July 28, 2012
By Mickey Friedman
I’m trying not to sweat the big stuff. Like the end of the world as we know it. I mean, if God wanted us to have arctic ice and antarctic penguins, he wouldn’t have made coal.
And I’m trying not to let it bother me that it no longer makes sense to see Batman on the silver screen. Although my friend D. says it’s still safer statistically to see Batman than drive. Which he hopes is reassuring, but only makes me want to walk more.
Fact is, I’ve already had one friend murdered by a psychopath who was packing right here in the Best Small Town in America. So statistically my few remaining friends are safer than me.
It seems the Founding Fathers wanted all of us to have AK47s. Even the mentally-ill. If God wanted us to have gun control, he wouldn’t have made the NRA.
It’s time to ignore the big stuff and see the small.
I started last Saturday, standing in front of the Great Barrington Town Hall with my increasingly crumpled “Support Our Troops – It’s Time to Come Home” sign. Focused not on the big picture unwinnable war but on what was happening right in front of me.
The sidewalks were filled to overflowing with visitors. So very happy to see for themselves the Best Small Town in America.
There were cars everywhere. The cars were stacked up on Bridge Street past the Co-op all the way to the bridge.
See the small. My new mantra. I watched the cars and watched the traffic light. So I now know more than ever about Bridge and Main and Saturday traffic from noon to one.
On this particularly busy Saturday only four cars could make it from Bridge Street onto Main before the green light turned to red. And there were often more than twenty cars lined up on Bridge impatiently waiting to turn onto Main.
That didn’t seem fair to them. Only four cars. So at least two drivers each light change decided to plunge ahead anyway past the red. Most were headed south but a few turned north. Add to that the folks on Castle Street who had already waited what seemed to them a very long time and were now manically turning left, rushing right and plunging straight ahead toward the Co-op.
You probably have to see this mayhem for yourself. It’s all so much worse when you add to the mix the surging adrenaline of those who spend their normal lives driving the FDR Drive and the Jersey Turnpike and the LIE. These are drivers who spend their mornings and evenings weaving in and out of traffic at sixty-five miles an hour. Serious drivers. They know from years of experience that if you want to make it to Guido’s to snag that high-end proscuitto you better not hesitate long enough to let that lady in from Bridge Street. Because if you want proscuitto you’re not going to happy with Genoa salami.
A hour’s worth of tires screeching. Horns honking. But nothing that five million dollars from the Commonwealth and new New Englandy sidewalks can’t fix.
It’s amazing how fast time flies when you’re watching cars just barely missing each other and almost killing the clueless pedestrians who really believe they should walk when the Walk signal says Walk. Or the pedestrians who decide to create their own crosswalks.
When my hour was up and the war was over, I headed over to the Tune Street bench for rest and rehabilitation.
By then I was fully committed to the small stuff. And as I looked up to thank those up above for this new bliss and inner peace I saw the banner. Right there flapping ever so peacefully above me. Flapping for me and flapping for you. Flapping for the big BMW behemoth from New Jersey. For the Infiniti from New York, New York.
Reaching across Main Street, this banner has a message for us. I’d like to believe this message is from the Native Americans who first called this place home. But it’s probably from the Town Manager and the Board of Selectmen. Go to the Mahaiwe, it tells us. Not just for Freddy Roman. But for Faith Prince. And John Pizzarelli. Go many times.
I can’t afford to see Freddy Roman. Or Faith Prince. But maybe you can.
And even though the banner is perilously close to the crosswalk, one more distraction for already distracted drivers, it’s nice to imagine the Town getting thousands of dollars from the Mahaiwe for the banner. Money we can use for the schools. Or the Senior Center.
If only I had the money, I’d ask the Town Manager and the Selectmen to put up a different kind of banner. Maybe next summer the banner will say: “Support Our Troops. It’s Time To Come Home.”
It’s the small stuff that matters most.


__PROBLEM DESCRIPTION__
Output the records exactly, and drop each picture.

__SUPPLIED ENTRIES__
◇ ◇ ◇ ◇ ◇
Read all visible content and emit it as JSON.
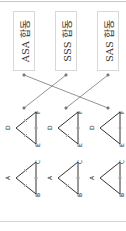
{
  "conditions": [
    {
      "label": "ASA 합동"
    },
    {
      "label": "SSS 합동"
    },
    {
      "label": "SAS 합동"
    }
  ],
  "triangle_pairs": [
    {
      "t1": {
        "A": "A",
        "B": "B",
        "C": "C"
      },
      "t2": {
        "D": "D",
        "E": "E",
        "F": "F"
      }
    },
    {
      "t1": {
        "A": "A",
        "B": "B",
        "C": "C"
      },
      "t2": {
        "D": "D",
        "E": "E",
        "F": "F"
      }
    },
    {
      "t1": {
        "A": "A",
        "B": "B",
        "C": "C"
      },
      "t2": {
        "D": "D",
        "E": "E",
        "F": "F"
      }
    }
  ],
  "connections": [
    {
      "from": "ASA 합동",
      "to_pair": 3
    },
    {
      "from": "SSS 합동",
      "to_pair": 1
    },
    {
      "from": "SAS 합동",
      "to_pair": 2
    }
  ]
}
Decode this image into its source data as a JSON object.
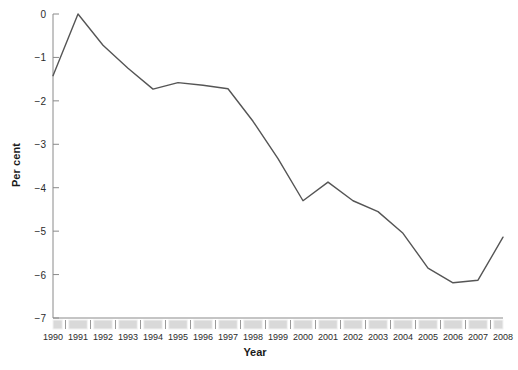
{
  "chart_data": {
    "type": "line",
    "title": "",
    "subtitle": "",
    "xlabel": "Year",
    "ylabel": "Per cent",
    "categories": [
      1990,
      1991,
      1992,
      1993,
      1994,
      1995,
      1996,
      1997,
      1998,
      1999,
      2000,
      2001,
      2002,
      2003,
      2004,
      2005,
      2006,
      2007,
      2008
    ],
    "values": [
      -1.42,
      0.0,
      -0.72,
      -1.25,
      -1.73,
      -1.58,
      -1.64,
      -1.72,
      -2.47,
      -3.33,
      -4.3,
      -3.87,
      -4.3,
      -4.55,
      -5.05,
      -5.85,
      -6.19,
      -6.13,
      -5.14
    ],
    "series": [
      {
        "name": "Per cent",
        "values": [
          -1.42,
          0.0,
          -0.72,
          -1.25,
          -1.73,
          -1.58,
          -1.64,
          -1.72,
          -2.47,
          -3.33,
          -4.3,
          -3.87,
          -4.3,
          -4.55,
          -5.05,
          -5.85,
          -6.19,
          -6.13,
          -5.14
        ],
        "color": "#555555"
      }
    ],
    "ylim": [
      -7,
      0
    ],
    "yticks": [
      0,
      -1,
      -2,
      -3,
      -4,
      -5,
      -6,
      -7
    ],
    "ytick_labels": [
      "0",
      "−1",
      "−2",
      "−3",
      "−4",
      "−5",
      "−6",
      "−7"
    ],
    "xtick_labels": [
      "1990",
      "1991",
      "1992",
      "1993",
      "1994",
      "1995",
      "1996",
      "1997",
      "1998",
      "1999",
      "2000",
      "2001",
      "2002",
      "2003",
      "2004",
      "2005",
      "2006",
      "2007",
      "2008"
    ],
    "grid": false,
    "legend": null,
    "legend_position": "none",
    "annotations": [],
    "colors": {
      "line": "#555555",
      "axis": "#8a8a8a",
      "tick_block_fill": "#d9d9d9",
      "tick_block_border": "#f2f2f2",
      "text": "#2b2b2b",
      "label_text": "#1a1a1a",
      "background": "#ffffff"
    }
  }
}
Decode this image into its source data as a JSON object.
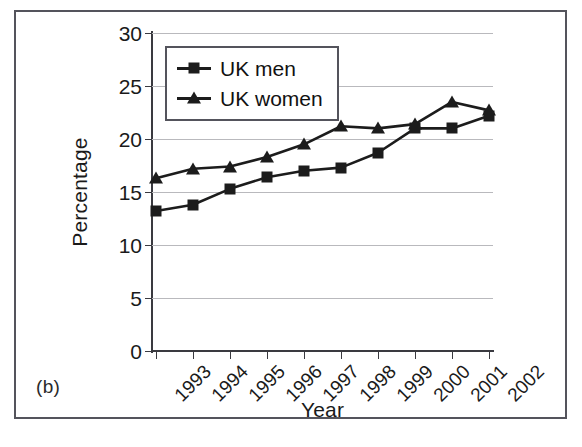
{
  "figure": {
    "panel_letter": "(b)"
  },
  "chart_data": {
    "type": "line",
    "title": "",
    "xlabel": "Year",
    "ylabel": "Percentage",
    "categories": [
      "1993",
      "1994",
      "1995",
      "1996",
      "1997",
      "1998",
      "1999",
      "2000",
      "2001",
      "2002"
    ],
    "ylim": [
      0,
      30
    ],
    "yticks": [
      0,
      5,
      10,
      15,
      20,
      25,
      30
    ],
    "ytick_labels": [
      "0",
      "5",
      "10",
      "15",
      "20",
      "25",
      "30"
    ],
    "grid": "horizontal",
    "legend_position": "top-left-inside",
    "series": [
      {
        "name": "UK men",
        "marker": "square",
        "color": "#1c1c1c",
        "values": [
          13.2,
          13.8,
          15.3,
          16.4,
          17.0,
          17.3,
          18.7,
          21.0,
          21.0,
          22.2
        ]
      },
      {
        "name": "UK women",
        "marker": "triangle",
        "color": "#1c1c1c",
        "values": [
          16.3,
          17.2,
          17.4,
          18.3,
          19.5,
          21.2,
          21.0,
          21.4,
          23.5,
          22.7
        ]
      }
    ]
  }
}
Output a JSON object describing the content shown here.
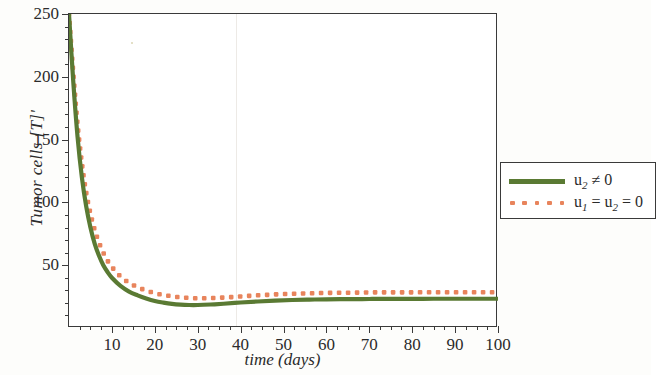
{
  "chart_data": {
    "type": "line",
    "title": "",
    "xlabel": "time (days)",
    "ylabel": "Tumor cells [T]'",
    "xlim": [
      0,
      100
    ],
    "ylim": [
      0,
      250
    ],
    "xticks": [
      10,
      20,
      30,
      40,
      50,
      60,
      70,
      80,
      90,
      100
    ],
    "yticks": [
      50,
      100,
      150,
      200,
      250
    ],
    "xtick_labels": [
      "10",
      "20",
      "30",
      "40",
      "50",
      "60",
      "70",
      "80",
      "90",
      "100"
    ],
    "ytick_labels": [
      "50",
      "100",
      "150",
      "200",
      "250"
    ],
    "grid": false,
    "legend_position": "right",
    "series": [
      {
        "name": "u2 != 0",
        "label_html": "u<sub>2</sub> ≠ 0",
        "style": "solid",
        "color": "#5a7a33",
        "x": [
          0,
          1,
          2,
          3,
          4,
          5,
          6,
          7,
          8,
          9,
          10,
          12,
          14,
          16,
          18,
          20,
          22,
          24,
          26,
          28,
          30,
          33,
          36,
          40,
          44,
          48,
          52,
          56,
          60,
          65,
          70,
          75,
          80,
          85,
          90,
          95,
          100
        ],
        "values": [
          250,
          196,
          152,
          120,
          97,
          80,
          67,
          57.5,
          50,
          44.5,
          40,
          33.5,
          29,
          26,
          23.5,
          21.5,
          20.2,
          19.2,
          18.6,
          18.3,
          18.3,
          18.7,
          19.3,
          20.3,
          21.1,
          21.8,
          22.3,
          22.6,
          22.8,
          23.0,
          23.1,
          23.2,
          23.2,
          23.3,
          23.3,
          23.3,
          23.3
        ]
      },
      {
        "name": "u1 = u2 = 0",
        "label_html": "u<sub>1</sub> = u<sub>2</sub> = 0",
        "style": "dotted",
        "color": "#e8845c",
        "x": [
          0,
          1,
          2,
          3,
          4,
          5,
          6,
          7,
          8,
          9,
          10,
          12,
          14,
          16,
          18,
          20,
          22,
          24,
          26,
          28,
          30,
          33,
          36,
          40,
          44,
          48,
          52,
          56,
          60,
          65,
          70,
          75,
          80,
          85,
          90,
          95,
          100
        ],
        "values": [
          250,
          203,
          162,
          131,
          108,
          91,
          78,
          68,
          60,
          53.5,
          48.5,
          41,
          36,
          32.5,
          29.8,
          27.8,
          26.3,
          25.2,
          24.4,
          23.9,
          23.7,
          23.8,
          24.2,
          25.1,
          26.0,
          26.7,
          27.2,
          27.6,
          27.9,
          28.1,
          28.3,
          28.4,
          28.4,
          28.5,
          28.5,
          28.5,
          28.5
        ]
      }
    ]
  },
  "legend": {
    "entries": [
      {
        "label": "u2 ≠ 0",
        "color": "#5a7a33",
        "style": "solid"
      },
      {
        "label": "u1 = u2 = 0",
        "color": "#e8845c",
        "style": "dotted"
      }
    ]
  },
  "axes": {
    "y_title": "Tumor cells [T]'",
    "x_title": "time (days)"
  },
  "colors": {
    "green": "#5a7a33",
    "orange": "#e8845c",
    "axis": "#3a3a3a",
    "text": "#2b2b2b",
    "background": "#ffffff"
  }
}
◇ ◇ ◇ ◇ ◇
__ANSWER TO THIS TASK__
Read all visible content and emit it as JSON.
{
  "conditions": [
    {
      "label": "ASA 합동"
    },
    {
      "label": "SSS 합동"
    },
    {
      "label": "SAS 합동"
    }
  ],
  "triangle_pairs": [
    {
      "t1": {
        "A": "A",
        "B": "B",
        "C": "C"
      },
      "t2": {
        "D": "D",
        "E": "E",
        "F": "F"
      }
    },
    {
      "t1": {
        "A": "A",
        "B": "B",
        "C": "C"
      },
      "t2": {
        "D": "D",
        "E": "E",
        "F": "F"
      }
    },
    {
      "t1": {
        "A": "A",
        "B": "B",
        "C": "C"
      },
      "t2": {
        "D": "D",
        "E": "E",
        "F": "F"
      }
    }
  ],
  "connections": [
    {
      "from": "ASA 합동",
      "to_pair": 3
    },
    {
      "from": "SSS 합동",
      "to_pair": 1
    },
    {
      "from": "SAS 합동",
      "to_pair": 2
    }
  ]
}
Decode this image into its source data as a JSON object.
{
  "chart_data": {
    "type": "line",
    "title": "",
    "subtitle": "",
    "xlabel": "Year",
    "ylabel": "Per cent",
    "categories": [
      1990,
      1991,
      1992,
      1993,
      1994,
      1995,
      1996,
      1997,
      1998,
      1999,
      2000,
      2001,
      2002,
      2003,
      2004,
      2005,
      2006,
      2007,
      2008
    ],
    "values": [
      -1.42,
      0.0,
      -0.72,
      -1.25,
      -1.73,
      -1.58,
      -1.64,
      -1.72,
      -2.47,
      -3.33,
      -4.3,
      -3.87,
      -4.3,
      -4.55,
      -5.05,
      -5.85,
      -6.19,
      -6.13,
      -5.14
    ],
    "series": [
      {
        "name": "Per cent",
        "values": [
          -1.42,
          0.0,
          -0.72,
          -1.25,
          -1.73,
          -1.58,
          -1.64,
          -1.72,
          -2.47,
          -3.33,
          -4.3,
          -3.87,
          -4.3,
          -4.55,
          -5.05,
          -5.85,
          -6.19,
          -6.13,
          -5.14
        ],
        "color": "#555555"
      }
    ],
    "ylim": [
      -7,
      0
    ],
    "yticks": [
      0,
      -1,
      -2,
      -3,
      -4,
      -5,
      -6,
      -7
    ],
    "ytick_labels": [
      "0",
      "−1",
      "−2",
      "−3",
      "−4",
      "−5",
      "−6",
      "−7"
    ],
    "xtick_labels": [
      "1990",
      "1991",
      "1992",
      "1993",
      "1994",
      "1995",
      "1996",
      "1997",
      "1998",
      "1999",
      "2000",
      "2001",
      "2002",
      "2003",
      "2004",
      "2005",
      "2006",
      "2007",
      "2008"
    ],
    "grid": false,
    "legend": null,
    "legend_position": "none",
    "annotations": [],
    "colors": {
      "line": "#555555",
      "axis": "#8a8a8a",
      "tick_block_fill": "#d9d9d9",
      "tick_block_border": "#f2f2f2",
      "text": "#2b2b2b",
      "label_text": "#1a1a1a",
      "background": "#ffffff"
    }
  }
}
Decode this image into its source data as a JSON object.
{
  "figure": {
    "panel_letter": "(b)"
  },
  "chart_data": {
    "type": "line",
    "title": "",
    "xlabel": "Year",
    "ylabel": "Percentage",
    "categories": [
      "1993",
      "1994",
      "1995",
      "1996",
      "1997",
      "1998",
      "1999",
      "2000",
      "2001",
      "2002"
    ],
    "ylim": [
      0,
      30
    ],
    "yticks": [
      0,
      5,
      10,
      15,
      20,
      25,
      30
    ],
    "ytick_labels": [
      "0",
      "5",
      "10",
      "15",
      "20",
      "25",
      "30"
    ],
    "grid": "horizontal",
    "legend_position": "top-left-inside",
    "series": [
      {
        "name": "UK men",
        "marker": "square",
        "color": "#1c1c1c",
        "values": [
          13.2,
          13.8,
          15.3,
          16.4,
          17.0,
          17.3,
          18.7,
          21.0,
          21.0,
          22.2
        ]
      },
      {
        "name": "UK women",
        "marker": "triangle",
        "color": "#1c1c1c",
        "values": [
          16.3,
          17.2,
          17.4,
          18.3,
          19.5,
          21.2,
          21.0,
          21.4,
          23.5,
          22.7
        ]
      }
    ]
  }
}
Output a JSON object describing the content shown here.
{
  "chart_data": {
    "type": "line",
    "title": "",
    "xlabel": "time (days)",
    "ylabel": "Tumor cells [T]'",
    "xlim": [
      0,
      100
    ],
    "ylim": [
      0,
      250
    ],
    "xticks": [
      10,
      20,
      30,
      40,
      50,
      60,
      70,
      80,
      90,
      100
    ],
    "yticks": [
      50,
      100,
      150,
      200,
      250
    ],
    "xtick_labels": [
      "10",
      "20",
      "30",
      "40",
      "50",
      "60",
      "70",
      "80",
      "90",
      "100"
    ],
    "ytick_labels": [
      "50",
      "100",
      "150",
      "200",
      "250"
    ],
    "grid": false,
    "legend_position": "right",
    "series": [
      {
        "name": "u2 != 0",
        "label_html": "u<sub>2</sub> ≠ 0",
        "style": "solid",
        "color": "#5a7a33",
        "x": [
          0,
          1,
          2,
          3,
          4,
          5,
          6,
          7,
          8,
          9,
          10,
          12,
          14,
          16,
          18,
          20,
          22,
          24,
          26,
          28,
          30,
          33,
          36,
          40,
          44,
          48,
          52,
          56,
          60,
          65,
          70,
          75,
          80,
          85,
          90,
          95,
          100
        ],
        "values": [
          250,
          196,
          152,
          120,
          97,
          80,
          67,
          57.5,
          50,
          44.5,
          40,
          33.5,
          29,
          26,
          23.5,
          21.5,
          20.2,
          19.2,
          18.6,
          18.3,
          18.3,
          18.7,
          19.3,
          20.3,
          21.1,
          21.8,
          22.3,
          22.6,
          22.8,
          23.0,
          23.1,
          23.2,
          23.2,
          23.3,
          23.3,
          23.3,
          23.3
        ]
      },
      {
        "name": "u1 = u2 = 0",
        "label_html": "u<sub>1</sub> = u<sub>2</sub> = 0",
        "style": "dotted",
        "color": "#e8845c",
        "x": [
          0,
          1,
          2,
          3,
          4,
          5,
          6,
          7,
          8,
          9,
          10,
          12,
          14,
          16,
          18,
          20,
          22,
          24,
          26,
          28,
          30,
          33,
          36,
          40,
          44,
          48,
          52,
          56,
          60,
          65,
          70,
          75,
          80,
          85,
          90,
          95,
          100
        ],
        "values": [
          250,
          203,
          162,
          131,
          108,
          91,
          78,
          68,
          60,
          53.5,
          48.5,
          41,
          36,
          32.5,
          29.8,
          27.8,
          26.3,
          25.2,
          24.4,
          23.9,
          23.7,
          23.8,
          24.2,
          25.1,
          26.0,
          26.7,
          27.2,
          27.6,
          27.9,
          28.1,
          28.3,
          28.4,
          28.4,
          28.5,
          28.5,
          28.5,
          28.5
        ]
      }
    ]
  },
  "legend": {
    "entries": [
      {
        "label": "u2 ≠ 0",
        "color": "#5a7a33",
        "style": "solid"
      },
      {
        "label": "u1 = u2 = 0",
        "color": "#e8845c",
        "style": "dotted"
      }
    ]
  },
  "axes": {
    "y_title": "Tumor cells [T]'",
    "x_title": "time (days)"
  },
  "colors": {
    "green": "#5a7a33",
    "orange": "#e8845c",
    "axis": "#3a3a3a",
    "text": "#2b2b2b",
    "background": "#ffffff"
  }
}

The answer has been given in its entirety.